A campaign for the BBC to provide full text RSS feeds for its news channel has been launched with a petition submitted to Downing Street.

The BBCFree initiative is calling on the corporation to include complete news articles in its feeds, which currently only feature a single sentence.

Founders Peter Clark and Lee Mallabone, who are also creators of 'intelligent newspaper' Broadersheet, hope the campaign will spread via Twitter and social networking and bookmarking sites, in addition to the government petition, according to a statement on their website.

"BBC news is awesome and deserves to be shared and consumed however the readers desire. Be that bespoke iPhone applications, in news aggregators or websites. This currently isn't possible," the campaign's statement said.

"Having the full news content in machine readable format opens the door for millions of exciting mashups."

The argument that full text RSS feeds will drive traffic away from a news organisation's website and therefore detract from potential online revenues does not apply to the BBC News site as it does not include adverts, Peter Clark told Journalism.co.uk.
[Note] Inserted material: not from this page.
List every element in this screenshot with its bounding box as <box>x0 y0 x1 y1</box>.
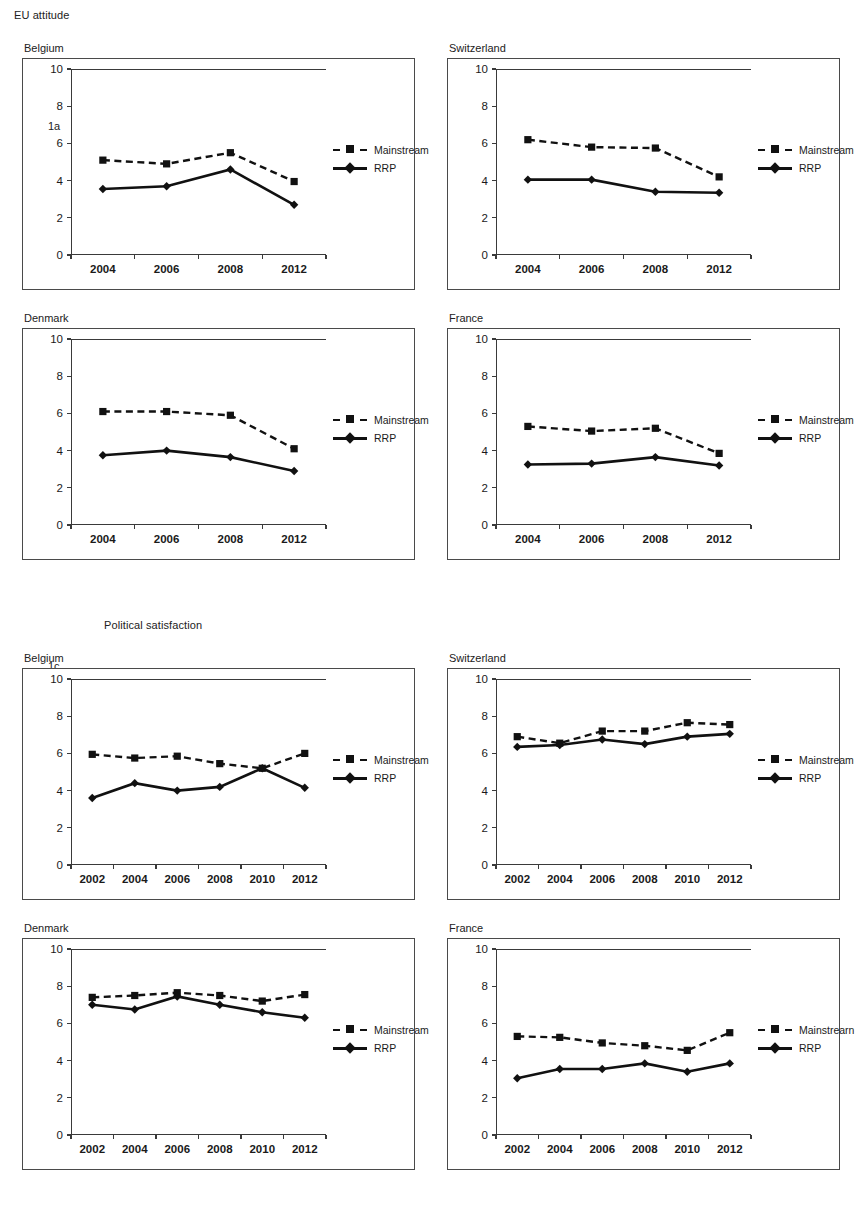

Last year the Guardian updated its RSS feeds to 'full-fat'. Speaking to Journalism.co.uk, Matt McAlister, head of the Guardian's Developer Network, said: "We want to make the Guardian more useful to people in whatever context they are in, no matter where they are online, we want the Guardian to be useful for them.

"RSS is a great vehicle for making that work and it makes sense to try and fully engage them in that experience, rather than trying to drive them back to your website."

UPDATE (06/07/2009): According to a BBC spokesman: "We do not make full text versions of our stories available in RSS form due to rights reasons as we use a variety of different news sources in the creation of BBC News stories. We do make our headlines and summaries available in line with the industry norm."